Making Sandwiches

I do admit that I get to work on some fun stuff at Serious Eats. The process for building the sandwich page was a great example of a successful collaboration between editorial and the design/dev team. It was a quick process - Kenji came to me and Paul with the idea on Monday afternoon and we had launched it on Friday. Over the past six months we've modularized a lot of our code so it's pretty easy to drop components in without having to worry if they work or not. 

Kenji showed us an idea he had for a sandwich graphic - he wanted it to be more interactive and possibly with some animation. 

Talking through, it seemed like it was a bit more straightforward than the maps we've done in the past, plus we had some code that we had already written that could be reused for this project. 

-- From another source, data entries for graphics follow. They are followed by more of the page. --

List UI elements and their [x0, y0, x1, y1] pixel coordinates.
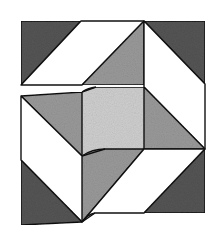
quilt-block-svg [0, 0, 223, 233]
quilt-block-diagram: Quilt block [0, 0, 223, 233]
center-square [82, 87, 144, 156]
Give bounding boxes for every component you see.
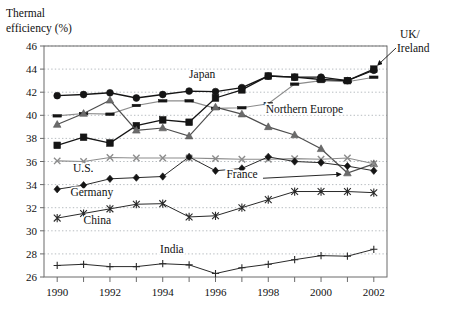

First I created quick and dirty comps in Illustrator to establish a clear look and feel. I've switched to Illustrator recently after having been a die-hard Photoshop nerd when it comes to comps - I love the multiple artboard aspect, it's perfect for working on proposed interactions at various screen sizes. I wanted the sandwich layers to pop off the page, but have a more refined sense of typography that I've been trying to work into some of the seasonal pages and maps. I focused on organizing the layout in a way that would make responsive aspects easier since we knew we had a tight deadline. 

Kenji had also prepped all of the photography ahead of time into transparent layers, so it saved me an enormous amount of time when it came to prepping the artwork for use in the page. I exported each layer of the composite Photoshop file into a png so that we could wrap the img tag with a div, assign a unique class name, and independently manipulate each layer with javascript.

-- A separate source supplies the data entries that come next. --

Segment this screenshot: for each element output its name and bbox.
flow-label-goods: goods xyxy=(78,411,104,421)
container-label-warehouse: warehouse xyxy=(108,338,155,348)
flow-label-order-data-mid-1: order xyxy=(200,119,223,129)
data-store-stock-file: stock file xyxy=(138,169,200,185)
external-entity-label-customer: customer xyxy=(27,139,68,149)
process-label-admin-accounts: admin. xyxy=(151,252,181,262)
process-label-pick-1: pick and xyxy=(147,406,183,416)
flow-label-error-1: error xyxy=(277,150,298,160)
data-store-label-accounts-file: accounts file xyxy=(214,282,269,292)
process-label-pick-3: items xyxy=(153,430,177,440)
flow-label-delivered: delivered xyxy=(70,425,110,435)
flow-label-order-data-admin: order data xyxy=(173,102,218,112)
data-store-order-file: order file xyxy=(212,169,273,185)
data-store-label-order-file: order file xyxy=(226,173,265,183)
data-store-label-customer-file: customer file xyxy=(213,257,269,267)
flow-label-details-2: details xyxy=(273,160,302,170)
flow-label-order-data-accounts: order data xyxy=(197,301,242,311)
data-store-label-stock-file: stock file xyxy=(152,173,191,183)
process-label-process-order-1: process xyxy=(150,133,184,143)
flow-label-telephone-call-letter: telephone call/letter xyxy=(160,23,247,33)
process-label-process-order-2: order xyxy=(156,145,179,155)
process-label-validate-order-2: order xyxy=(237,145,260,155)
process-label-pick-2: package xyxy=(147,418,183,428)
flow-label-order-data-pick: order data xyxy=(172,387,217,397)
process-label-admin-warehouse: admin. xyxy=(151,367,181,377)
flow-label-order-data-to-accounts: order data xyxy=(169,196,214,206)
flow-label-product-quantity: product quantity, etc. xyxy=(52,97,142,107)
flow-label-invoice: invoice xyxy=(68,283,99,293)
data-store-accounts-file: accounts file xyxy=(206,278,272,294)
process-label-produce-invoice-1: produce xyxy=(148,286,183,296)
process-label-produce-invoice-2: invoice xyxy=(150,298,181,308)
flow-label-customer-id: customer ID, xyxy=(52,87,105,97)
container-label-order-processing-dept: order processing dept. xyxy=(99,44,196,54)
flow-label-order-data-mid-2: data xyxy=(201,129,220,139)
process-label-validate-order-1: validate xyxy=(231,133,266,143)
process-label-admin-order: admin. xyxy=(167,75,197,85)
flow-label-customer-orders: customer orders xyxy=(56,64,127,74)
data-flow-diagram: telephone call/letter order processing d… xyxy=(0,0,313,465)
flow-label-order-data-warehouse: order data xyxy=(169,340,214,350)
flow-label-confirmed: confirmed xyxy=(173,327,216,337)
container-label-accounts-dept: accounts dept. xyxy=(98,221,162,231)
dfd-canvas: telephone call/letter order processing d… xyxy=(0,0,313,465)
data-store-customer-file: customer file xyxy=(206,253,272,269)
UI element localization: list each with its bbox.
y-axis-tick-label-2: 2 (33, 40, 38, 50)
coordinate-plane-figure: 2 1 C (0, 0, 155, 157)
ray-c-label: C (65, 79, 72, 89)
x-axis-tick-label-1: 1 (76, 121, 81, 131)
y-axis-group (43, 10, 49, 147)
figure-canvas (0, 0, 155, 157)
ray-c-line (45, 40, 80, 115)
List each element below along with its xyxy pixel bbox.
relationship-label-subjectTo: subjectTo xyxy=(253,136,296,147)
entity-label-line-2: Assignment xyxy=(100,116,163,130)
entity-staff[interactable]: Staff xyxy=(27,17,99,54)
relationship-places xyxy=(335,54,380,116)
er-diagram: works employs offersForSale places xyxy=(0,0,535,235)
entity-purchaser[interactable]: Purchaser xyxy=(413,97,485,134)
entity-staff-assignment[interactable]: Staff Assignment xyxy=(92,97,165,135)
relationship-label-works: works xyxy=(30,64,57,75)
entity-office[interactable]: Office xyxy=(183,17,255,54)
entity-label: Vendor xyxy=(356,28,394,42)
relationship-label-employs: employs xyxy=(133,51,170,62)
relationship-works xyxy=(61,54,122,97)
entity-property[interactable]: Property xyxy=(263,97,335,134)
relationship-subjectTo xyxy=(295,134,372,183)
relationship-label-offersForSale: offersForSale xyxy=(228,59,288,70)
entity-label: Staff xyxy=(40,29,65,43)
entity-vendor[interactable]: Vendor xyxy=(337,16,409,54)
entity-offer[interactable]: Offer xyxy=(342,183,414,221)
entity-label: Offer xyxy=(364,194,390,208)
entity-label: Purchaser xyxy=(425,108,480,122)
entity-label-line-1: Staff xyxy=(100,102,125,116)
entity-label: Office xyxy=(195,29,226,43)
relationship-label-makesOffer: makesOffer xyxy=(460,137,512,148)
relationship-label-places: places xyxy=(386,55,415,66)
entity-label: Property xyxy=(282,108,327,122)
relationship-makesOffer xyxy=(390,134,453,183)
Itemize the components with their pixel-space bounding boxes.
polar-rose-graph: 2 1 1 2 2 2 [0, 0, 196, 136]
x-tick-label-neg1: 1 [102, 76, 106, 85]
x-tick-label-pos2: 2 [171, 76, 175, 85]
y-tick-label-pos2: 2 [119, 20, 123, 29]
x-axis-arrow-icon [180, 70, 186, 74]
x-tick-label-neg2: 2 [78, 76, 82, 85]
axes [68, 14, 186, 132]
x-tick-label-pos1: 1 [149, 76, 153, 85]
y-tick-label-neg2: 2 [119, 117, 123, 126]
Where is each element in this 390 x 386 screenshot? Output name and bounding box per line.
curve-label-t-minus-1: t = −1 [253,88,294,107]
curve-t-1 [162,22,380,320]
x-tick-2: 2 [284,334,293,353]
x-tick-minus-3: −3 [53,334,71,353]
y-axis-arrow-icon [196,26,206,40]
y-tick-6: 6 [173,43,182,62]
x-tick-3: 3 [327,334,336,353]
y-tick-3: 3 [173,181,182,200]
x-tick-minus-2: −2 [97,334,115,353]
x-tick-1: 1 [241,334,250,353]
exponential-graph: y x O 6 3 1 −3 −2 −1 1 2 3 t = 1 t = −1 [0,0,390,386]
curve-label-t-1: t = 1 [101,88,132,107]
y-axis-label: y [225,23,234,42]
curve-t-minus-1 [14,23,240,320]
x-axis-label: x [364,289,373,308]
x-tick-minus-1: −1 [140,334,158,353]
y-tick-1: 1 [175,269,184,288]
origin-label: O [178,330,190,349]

Paul looked at a number of animation libraries and he chose animate.css. It's lightweight and comes with a number of nice CSS transitions. CSS transitions seemed the way to go for animations since they're supported in modern browsers. The content was collected in a google doc spreadsheet. That way Kenji could make a custom data structure, add and change content as he went, and have other editors review. All Paul had to do was match the data structure on the front end, export the sheet as JSON and drop it onto our static server. This is a piece we'd like to automate a bit more at some point though. 

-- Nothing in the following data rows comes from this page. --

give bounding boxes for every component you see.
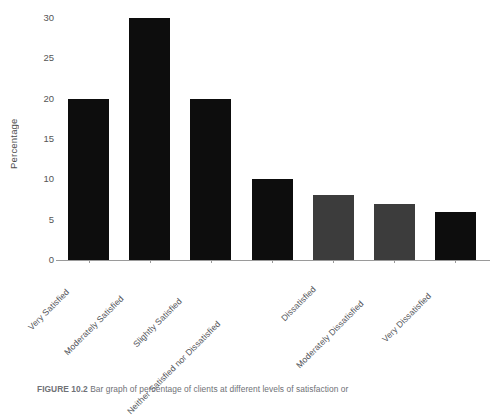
x-tick-mark [150,260,151,263]
y-axis-label: Percentage [8,96,24,192]
x-axis-line [56,260,490,261]
y-axis-ticks: 051015202530 [28,18,54,260]
x-tick-mark [272,260,273,263]
x-tick-mark [333,260,334,263]
bar [313,195,354,260]
x-tick-mark [455,260,456,263]
x-tick-label: Very Satisfied [26,287,71,332]
bars-layer [58,18,486,260]
y-tick-label: 10 [32,175,54,185]
bar [68,99,109,260]
bar [374,204,415,260]
x-tick-label: Very Dissatisfied [380,291,433,344]
x-tick-mark [211,260,212,263]
bar [190,99,231,260]
y-tick-label: 20 [32,94,54,104]
figure-caption-text: Bar graph of percentage of clients at di… [90,384,348,394]
x-tick-label: Moderately Dissatisfied [294,298,366,370]
x-tick-label: Moderately Satisfied [62,294,126,358]
figure-caption-number: FIGURE 10.2 [37,384,88,394]
x-tick-mark [89,260,90,263]
y-tick-label: 0 [32,255,54,265]
bar [129,18,170,260]
y-tick-label: 30 [32,13,54,23]
x-tick-label: Dissatisfied [279,284,318,323]
bar [252,179,293,260]
x-tick-label: Slightly Satisfied [131,296,184,349]
x-tick-mark [394,260,395,263]
y-tick-label: 25 [32,54,54,64]
bar [435,212,476,260]
figure-caption: FIGURE 10.2 Bar graph of percentage of c… [37,384,487,395]
y-tick-label: 15 [32,134,54,144]
y-tick-label: 5 [32,215,54,225]
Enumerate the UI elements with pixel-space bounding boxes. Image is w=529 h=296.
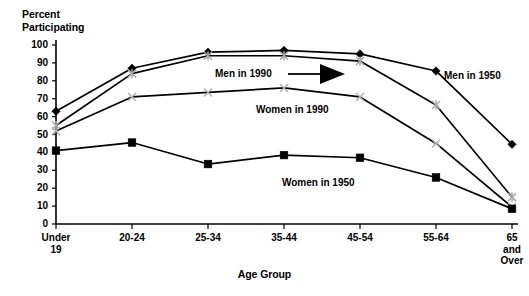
x-tick-label-4: 45-54 (325, 232, 395, 244)
x-tick-label-1: 20-24 (97, 232, 167, 244)
annotation-men-1950: Men in 1950 (444, 70, 501, 81)
marker-square (508, 205, 516, 213)
marker-square (432, 174, 440, 182)
series-men-in-1990 (52, 46, 516, 148)
marker-square (52, 147, 60, 155)
x-tick-label-3: 35-44 (249, 232, 319, 244)
marker-diamond (52, 107, 60, 115)
series-line (56, 50, 512, 144)
arrow-head (320, 64, 345, 84)
annotation-men-1990: Men in 1990 (215, 68, 272, 79)
annotation-arrow-men-1990 (288, 64, 345, 84)
marker-square (356, 154, 364, 162)
line-chart: Percent Participating 100908070605040302… (0, 0, 529, 296)
series-women-in-1950 (52, 139, 516, 213)
annotation-women-1990: Women in 1990 (256, 104, 329, 115)
series-women-in-1990 (52, 84, 516, 211)
x-axis-title: Age Group (0, 268, 529, 281)
marker-square (280, 151, 288, 159)
x-tick-label-2: 25-34 (173, 232, 243, 244)
x-tick-label-5: 55-64 (401, 232, 471, 244)
x-tick-label-0: Under 19 (21, 232, 91, 255)
annotation-women-1950: Women in 1950 (282, 177, 355, 188)
marker-square (128, 139, 136, 147)
x-tick-label-6: 65 and Over (477, 232, 529, 267)
marker-square (204, 160, 212, 168)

This was the perfect project to take advantage of the programmatic aspects of LESS to make the CSS writing faster and trivial to update. Each layer of each sandwich has a slightly longer delay than the next, so it was pretty straightforward to write a loop in LESS to output a series of numbered classes. I could also reuse the LESS mixin to make another set of classes for each sandwich. [Check out these sweet gists of the LESS mixins and the compiled CSS!]

 By mid day Wednesday we had a working prototype and we got some feedback from Kenji - there was additional content I hadn't accounted for. The next day or so we worked on incorporating the feedback, making the page responsive and squashing bugs. Surprisingly we had very few browser bugs, it was certainly more about getting it to look great across the range of device widths. Getting the breakpoints right is still a bit tricky, but this page was simple enough that I could adjust the breakpoints on the fly, directly in the CSS, rather than having to go back and do more refining in Illustrator.

And voila, Friday we launched! 

The feedback we received was enormously positive and we're hoping to do more and more of these collaborations in the future. 

Tracie Lee

I'm a designer and artist based in Brooklyn, NY who explores identity and collective memory.